| Outcome | Probability | Yes Bid | Yes Ask | 24h Change | Volume | |
|---|---|---|---|---|---|---|
| Target Price: $90.9237 | 0% | 0¢ | 0¢ | — | $0 | Trade → |
This market asks whether Solana (SOL) will reach the price target $90.9237 at any point during a specific 15-minute window; it matters for traders who use short-duration price moves to express views or hedge time-sensitive exposure.
SOL is a liquid, volatility-prone cryptocurrency whose price is driven by on-chain activity, exchange order flow, and broader crypto market sentiment. Intraday and intra-hour moves have occurred historically due to news, large trades, network events, or correlation with major assets, so short-window targets can be attained by abrupt moves or microstructure events. Because the contract's close time is listed as TBD, participants should confirm the scheduled window and resolution rules on the event page before trading.
Prices on the prediction market reflect traders' aggregated expectations about whether the specified price will be reached during the 15-minute window; treat market prices as a dynamic signal that can change with new information rather than a guaranteed forecast.
A successful hit typically means the official price source specified in the contract records SOL at or above $90.9237 at any time during the 15-minute window; consult the event's resolution rules to confirm whether ticks, trade prints, or a consolidated feed are used.
The window is a continuous 15-minute interval with a defined start timestamp that the event organizer publishes; because the close time here is TBD, check the market page or contract details for the exact start time and timezone before placing trades.
The event's contract specifies the authoritative data source(s) for resolution—this may be a single exchange, an aggregate index, or a designated market data provider—so review the event terms to see which feed will be used and any fallback sources.

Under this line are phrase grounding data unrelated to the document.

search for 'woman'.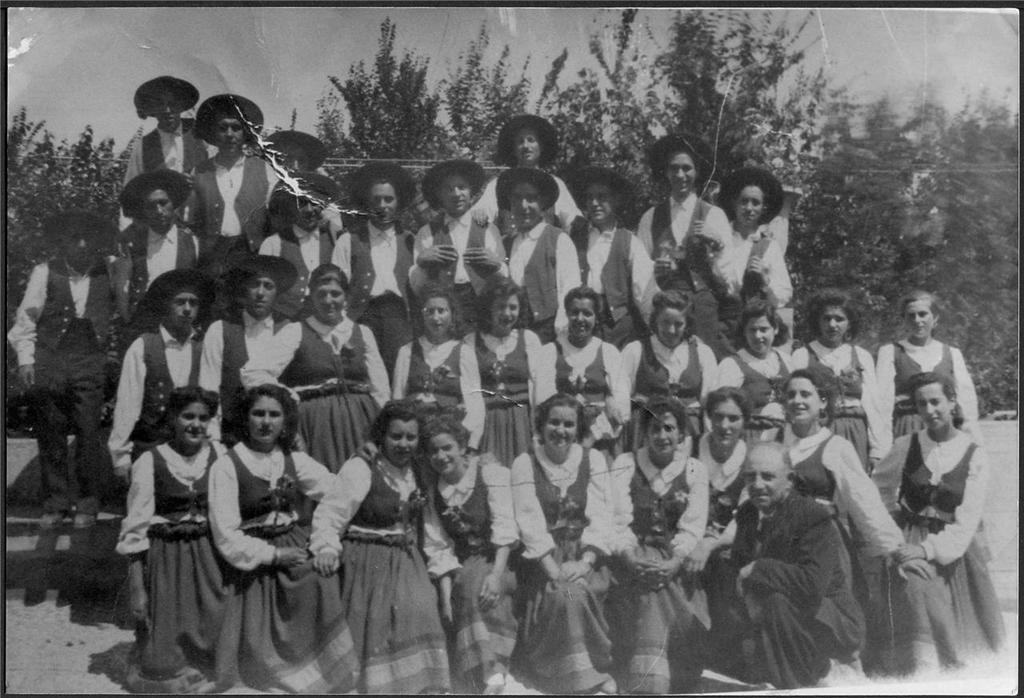
Found at left=198, top=380, right=369, bottom=696.
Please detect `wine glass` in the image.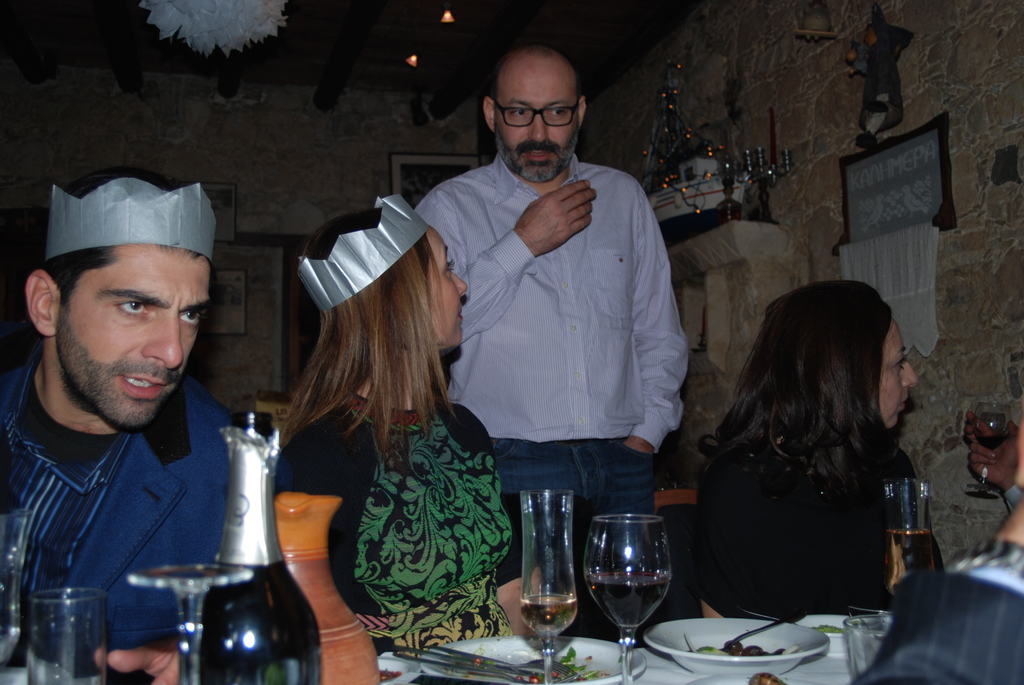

Resolution procedures for outages or anomalous data are defined in the platform's rulebook and the event terms; common approaches include using alternate feeds, taking snapshots at specified timestamps, or following a dispute process—check those rules in advance.
The most likely triggers are large exchange orders or liquidation cascades, urgent on-chain events (e.g., outages or security alerts), major listings/delistings or exchange announcements, and sudden shifts in broader crypto market sentiment tied to Bitcoin or macro headlines.